I dried my face and went back out to the living room, where the mess from the night before had not put itself away on its own accord. Notepads and blankets strewn about on the floor, with a couple of cocktail glasses sat on coasters, swimming in a pool of condensation. I grabbed a handful of the cups with my fingers like a claw, clinking them together as if they had been shared by guests at a dinner party. Placing them in the sink to join the remains of yesterday’s dinner, I again found myself looking out the window, as a small spider dangled just outside from the tree branch, having spun a masterful web while the world around rested. The sky began picking up traces of the sun’s golden glow.

There was no plan for this morning, no routine built in that I could readily jump into. The only consistency was the lack thereof. I had made stilted attempts over the years to adapt my habits, but no single self-help book or morning workout would ever lift the dread from my shoulders that caused me to collapse under its weight. It was much easier to sink into the couch, and stare at a wall, wallowing in grief-stricken angst.

It had been this way for many months now, and though the blessing of a roof over my head counted for something, there were not enough lampposts on my path to show the way through. I sat and looked into my silhouette dancing around on the darkened television screen. I barely watched TV anymore and yet that general malaise you get from an extensive network binge still hung in the room, as if the gravity was greater here than anywhere on Earth.

“It doesn’t have to be this way,” floated through my head in a fleeting daydream.

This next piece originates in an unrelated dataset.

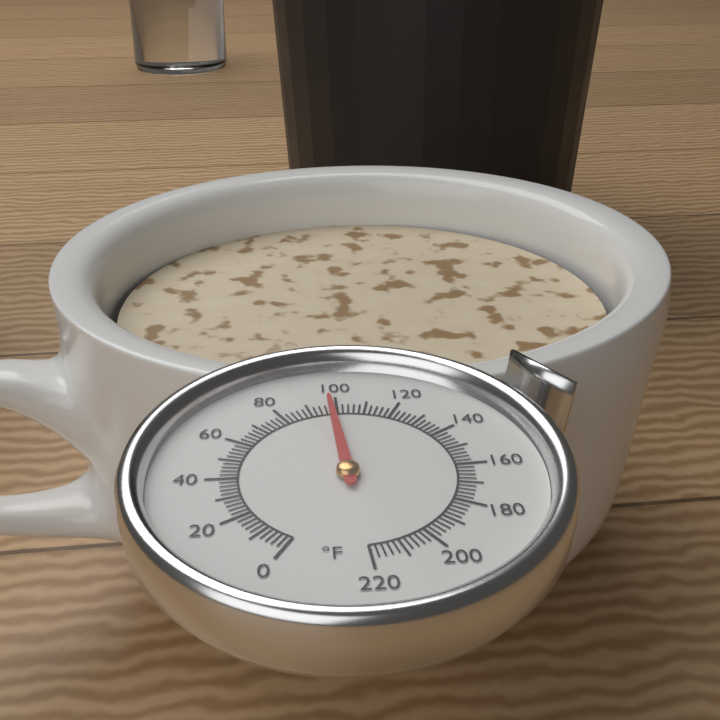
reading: 98 °F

“But it is,” reality retorted.

I logged on to my computer, catching a glance at the task bar showing that it was already almost eight o’clock. If I jumped online now I could get a head start and be out early today. But early for what? I questioned my motivation to overachieve when the result was perhaps just incentive to begin drinking again sooner. I stayed off the booze while signed on at work, though working remotely these days made forming addictive habits as easy as hopping back on a bike after a few weeks away. If there was anything to be grateful for, it’s that my body could no longer respond to hangovers with the hair of the dog, and I desperately needed water in order to fight them off. I opened up the windows behind my computer to let that cool air inside, though I was wrapped up in my layers of sweatshirt and sweatpants, bundled up and hidden from the outside. I felt it hit my face like the smack of a footstep in a puddle. I breathed in deep, and held it for a moment, maybe two, while closing my eyes, imagining another life. A different life, another time when the sun rose like a fire in the sky, only outmatched by the fire in my heart. I yearned for the return of that bright glow emanating from my sternum, that buoyed my mood and served as steward through each hour.

The next car that passed by had removed its muffler to show off its engineering; the jolt of the exhaust pipe blasting like a foghorn shook me out of my mind-vacation and back into my desk chair. I watched the car speed towards the light, which I couldn’t make out from my vantage point on the far side of the room. The car’s engine flared again as it made it to the intersection, taking advantage of what I assumed was the light turning green right on cue. I wasn’t impressed by that driver’s need to show off, but there was something to be said about pressing on, full steam ahead, even if the path forward is telling you not to try.